Politech mailing list archives

Two followups about Ogrish.com banned in Spain [fs]


From: Declan McCullagh <declan () well com>
Date: Mon, 08 Nov 2004 23:33:34 -0500




-------- Original Message --------
Subject: Re: [Politech] Explanation about why Ogrish.com may or may not be banned [fs]
Date: Tue, 02 Nov 2004 16:43:10 +0100
From: MDoval BC <mdoval () labitacora com>
To: Declan McCullagh <declan () well com>
References: <41879CBE.4010405 () well com>

Hi Declan,

the site is banned if you want to access to it from the Telefonica's
network but not from other Spanish carriers. For example, last Thursday
I visited it from the Rediris network which is the public universities
network from Spain. That means that a government network didn't follow
the judge order :o) or actually the police didn't even try it.
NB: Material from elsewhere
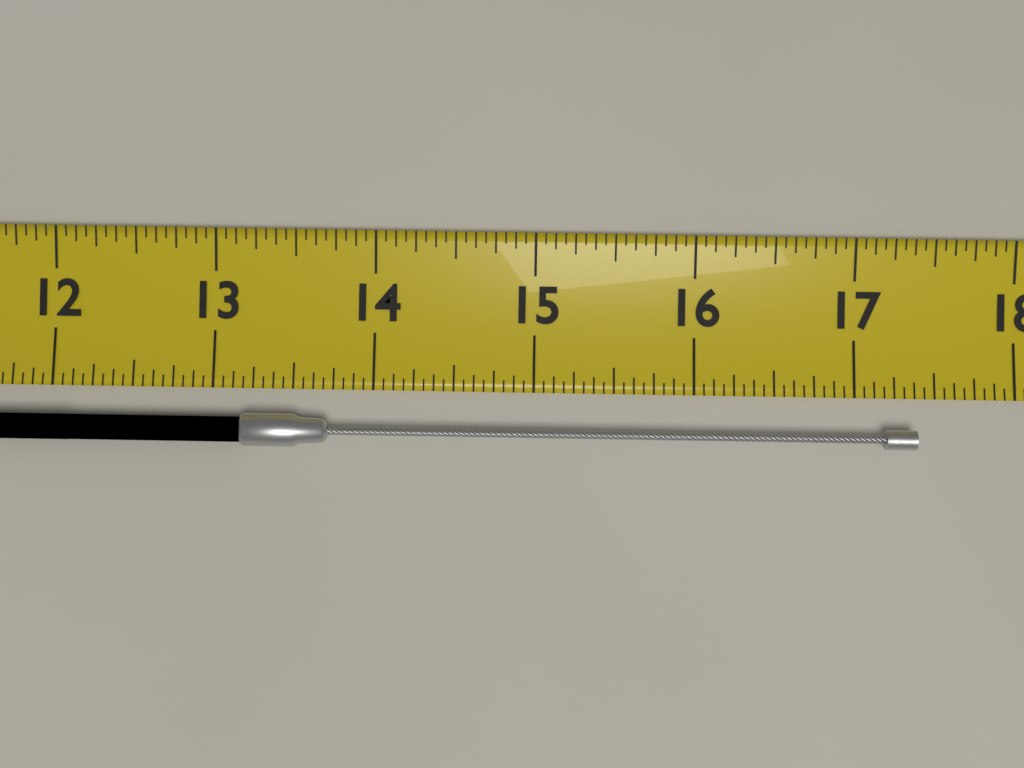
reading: 17.3750 (no unit)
You can
read my post (in Spanish) about it at
http://www.internetpolitica.com/archivos/000251.html and
http://www.internetpolitica.com/archivos/000250.html

Some people left comments saying they could visit the site from
Retevision or cable networks so I guess the police just got the big
chunk (Telefonica) and forgot about the rest.

Montse Doval




-------- Original Message --------
Subject: Re: [Politech] Explanation about why Ogrish.com may or may not be banned [fs]
Date: Tue, 2 Nov 2004 07:35:40 -0800
From: Paul Hoffman <phoffman () proper com>
To: Declan McCullagh <declan () well com>
References: <41879CBE.4010405 () well com>

This is becoming more and more common of a problem, as more countries with
laws allowing speech suppression issue orders to prevent "objectionable
speech" (variying from web sites that "support" Osama to things as banal
as Ogrish).   The most common response to such an order by the web site
operator is to change IPs - leaving the court order ineffective, the
carrier with holes in their routing table which they cannot [legally]
remove (despite any performance issues or similar technical difficulties
which may result), and the target web site "on the air".  This may account
for the off-the-air/on-the-air reports (or it may not - either way, I
thought this explanation would be both timely and relevent).
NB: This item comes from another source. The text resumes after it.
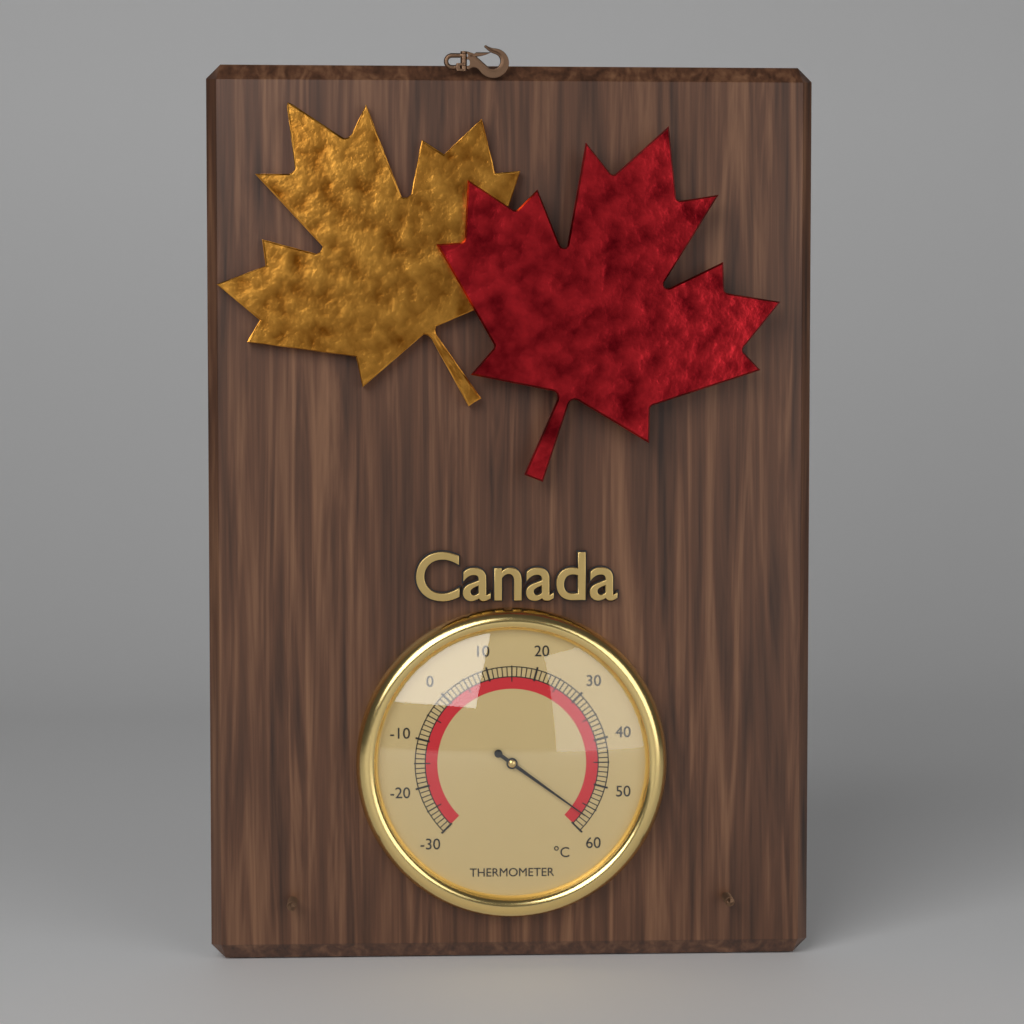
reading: 57 °C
If this is really a problem for the carriers (and I could certainly
imagine it could be), it would be interesting to set up a mechanism
where the banned sites could publicly proclaim "We were banned, we
were using IP 1.2.3.4 for the banned material, and we promise to
never ever use that IP address again". This allows the carriers to
remove the null route with impunity (and thus make the routing tables
cleaner again), and yet doesn't force the banned site to actually say
whether or not they're going to appear on a different IP address.